When a child's living situation changes it can be very confusing for the child, said Kimberly Martin, a therapist with Lutheran Social Services. "Having a Lifebook allows the kids to be able to track everything from when they lived with their birth parents, through all their foster placements, their extended family," Ms. Martin said. "It allows them to have access to information if they are adopted that they might not otherwise have access to."

The Lifebook also gives the child a place to write about why they think they were placed in foster care so that the foster parent or caseworker can understand and help them process their thoughts, Ms. Johnson said. "It's a concrete tool," she said.

The books have helped Mrs.
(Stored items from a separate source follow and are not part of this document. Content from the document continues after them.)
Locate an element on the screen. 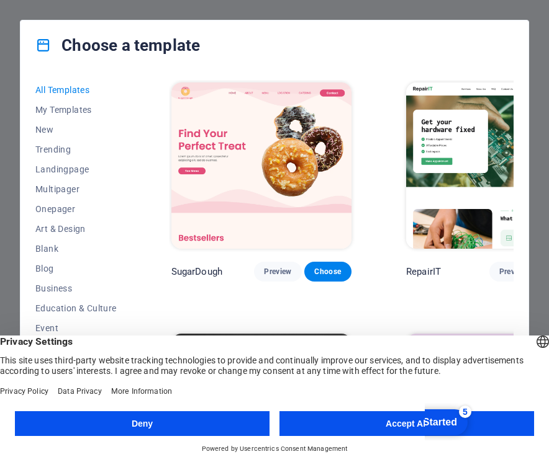 The image size is (549, 462). span: Blank is located at coordinates (76, 249).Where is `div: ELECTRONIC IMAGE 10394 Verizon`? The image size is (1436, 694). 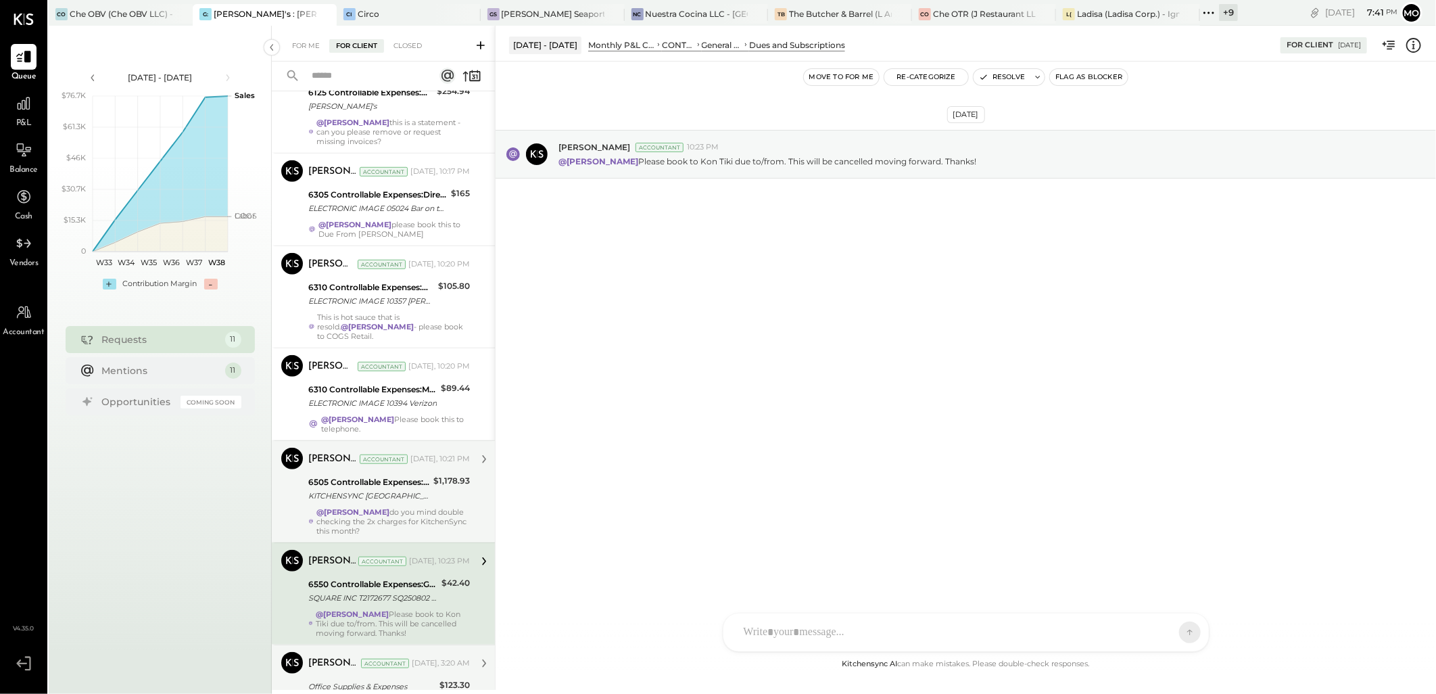
div: ELECTRONIC IMAGE 10394 Verizon is located at coordinates (373, 403).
Goderis' foster sons "stay connected with who they are, their roots," she said. "It's important for kids to not have any empty holes in their life," she said. "By maintaining pictures of biological family, siblings, that keeps them connected to who they are."

When they add in things like report cards and pictures of things the biological family missed, it's a way to keep them connected too. "It's something when they go on visits that they can take with, ... so that their family doesn't miss anything in their life either."

Even if a child is returned home to their biological family, a Lifebook can help them remember the time they were away. "Sometimes children are in care for a long, long time and they leave foster care and they have no record," Ms. Johnson said. "They lose a huge part of their life. Some of these kids have holes and missing pieces of their life."

When they get to be adults, they can't remember which foster care home they were in during which time period. "Their memories blur together," Ms. Johnson said. "Children can't heal when their life is a blur. (The Lifebook) is a concrete piece they can look at, understand, interpret and re-interpret."

The book continues to grow as the child grows because they may understand their situation differently at different ages, she said. "It's more than a scrapbook. It talks about sad things along with happy things," Ms. Johnson said.